I have no idea where you got that idea, but it's not true. Which is why any deal that happens between institutions (and sometimes intra-institution) has an army of middle men who are responsible for verifying, monitoring, reporting, etc etc.


But you still need them in a Blockchain world, and still need to trust them.


Or you could convince some other banks to vouch for your transactions if you vouch for theirs and then get rid of the middlemen.


No, because many of the middle men are there because you don't trust yourself.

Imagine you wanted to build a Hubspot/Triggermail/Vero type system, where you send emails to users when certain events are triggered.

Now suppose you use Sendgrid or Amazon to actually transmit your mail. You are unlikely to give very many developers actual sendgrid keys or access to call sendgrid. Most developers will call an internal API to send mail. This internal API will then perform a bunch of sanity checks - duplicate detection, rate limits, dirty word filters, etc.

Can you "cut out the middle man" by letting each internal service have their own internet connected SMTP server, and stop paying sendgrid and fire whoever builds the internal API? That would be pretty silly.

Similarly, a bank can't really get rid of the risk checks, money laundering checks, data normalization checks, etc.


Isn't this similar to the cryptocurrency Stellar


You can use Stellar to build a gateway to another store of value, including bitcoin, dollar, mpesa, rai stone or, my favorite analogy, barn doors you have sitting in a shed somewhere.


I spoke at length w/ a friend working on mortgage-backed securities for GS a few years ago and dealing with third-party (and even intra-office) trust was specifically why he was looking into blockchains, but I'll admit to not being super familiar w/ R3's blockchain implementation. If anyone has a less diatribey and more technical resource they could link to that'd be great.


It will never work in that use case. And I was hoping that the recent ethereum fork after the Dao debacle made it clear for everyone..


They will probably not be using the public Ethereum blockchain, so the fork won't be relevant.

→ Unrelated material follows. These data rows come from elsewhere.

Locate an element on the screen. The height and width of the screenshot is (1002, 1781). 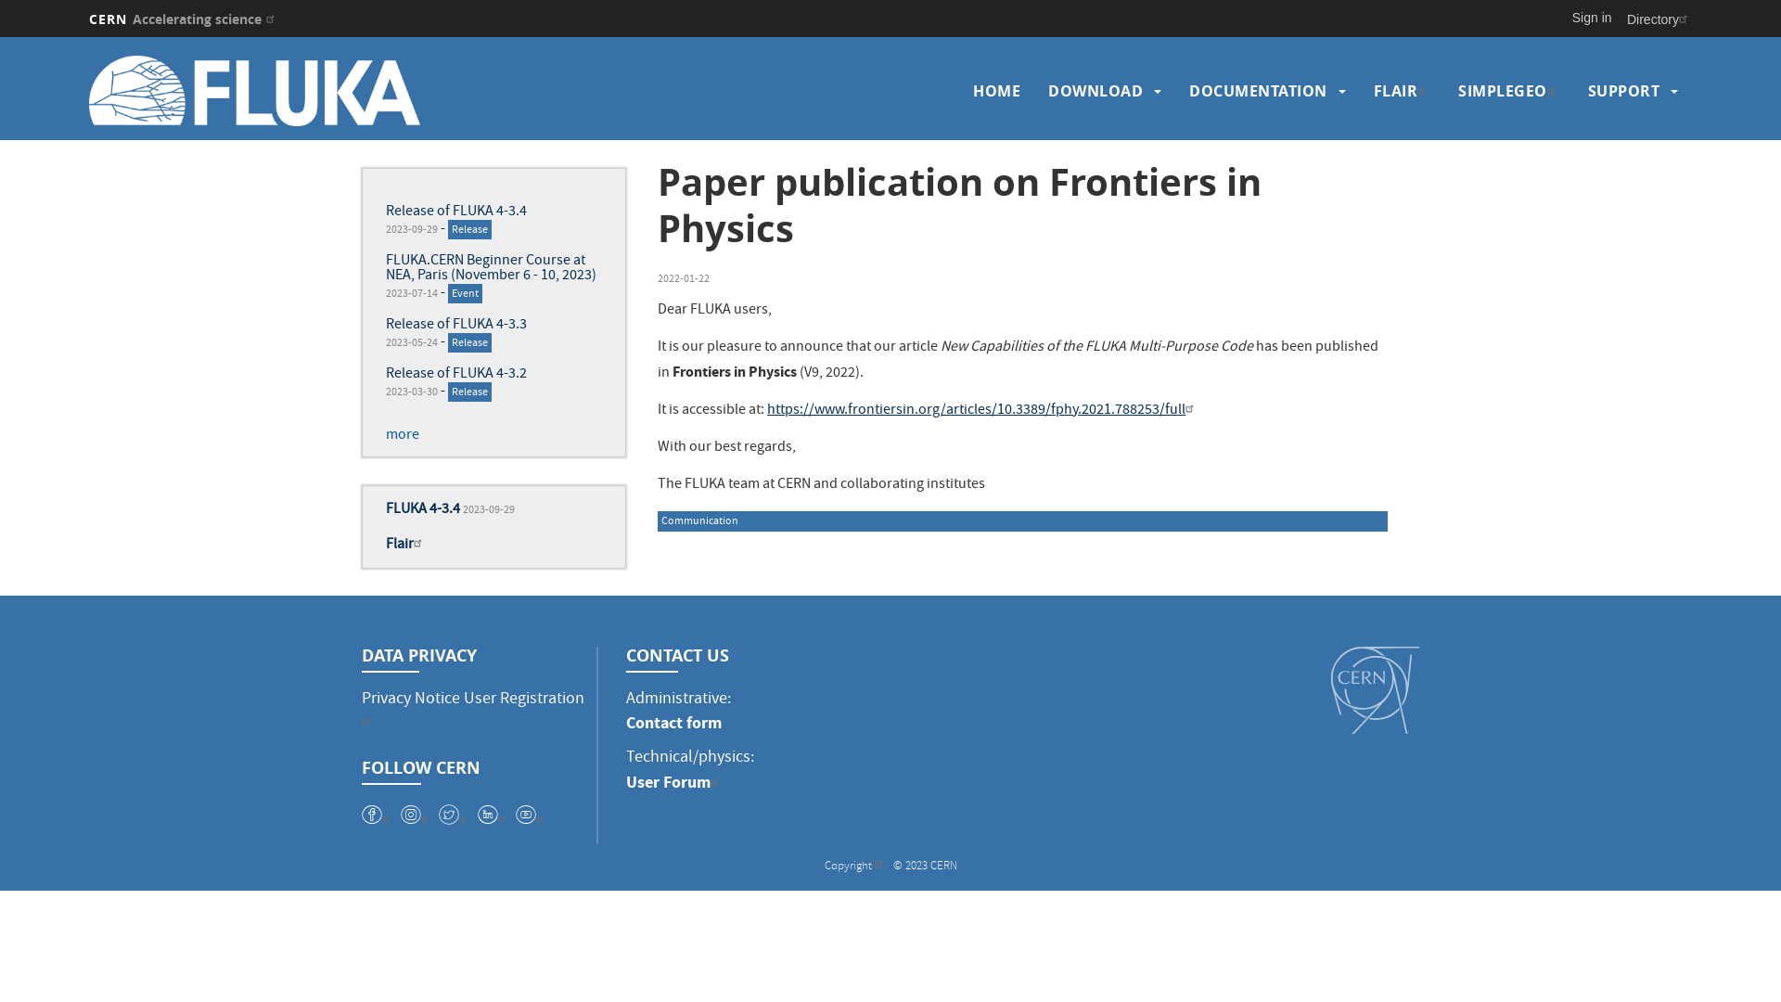
SUPPORT is located at coordinates (1624, 91).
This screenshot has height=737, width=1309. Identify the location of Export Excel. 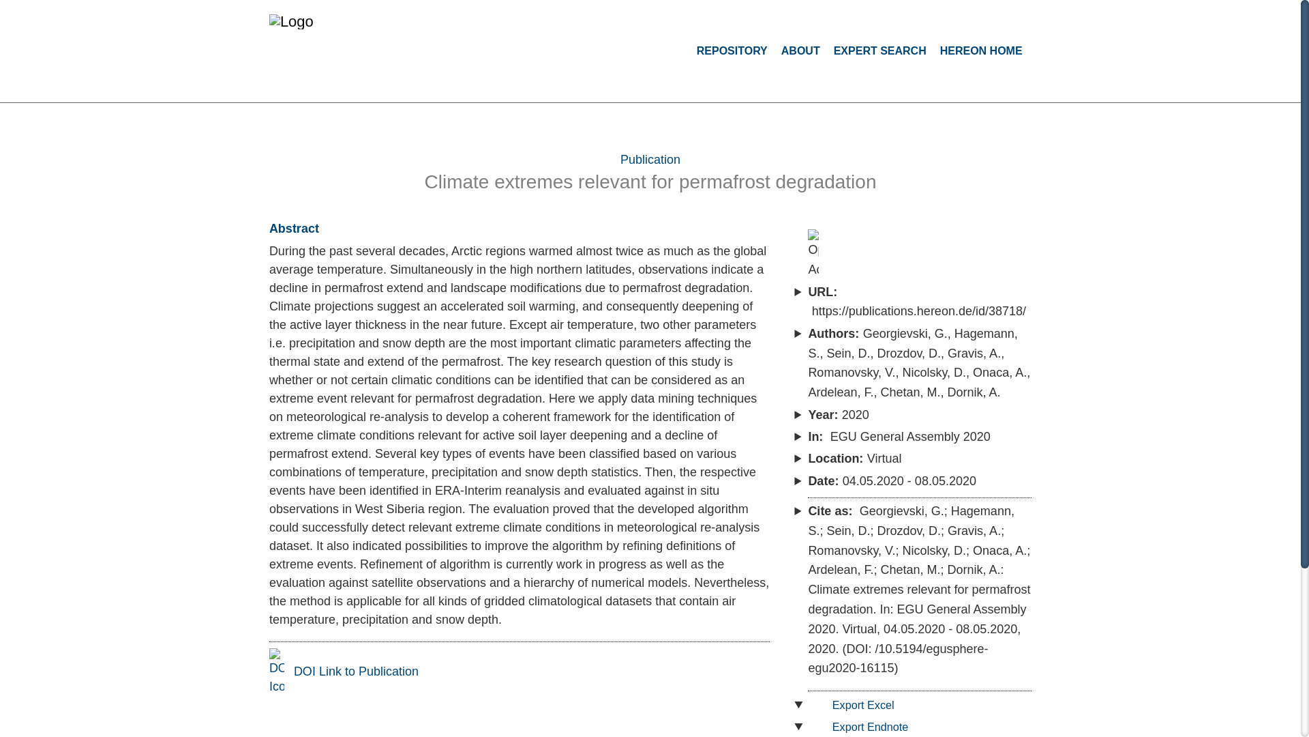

I think Bangladesh cares about it by now


Is your argument that Bangladesh would have been safe if they were using a blockchain? Given their revealed security practices, I'd be surprised if they had the ability to secure any private keys from being revealed - and they would have had even less recourse with a blockchain based system (though admittedly, their recourse is limited even now).


I don't think so. They would have lost ALL if the private key would have been compromised. In this case they even managed to block some transactions and recover quite a big chunk of money.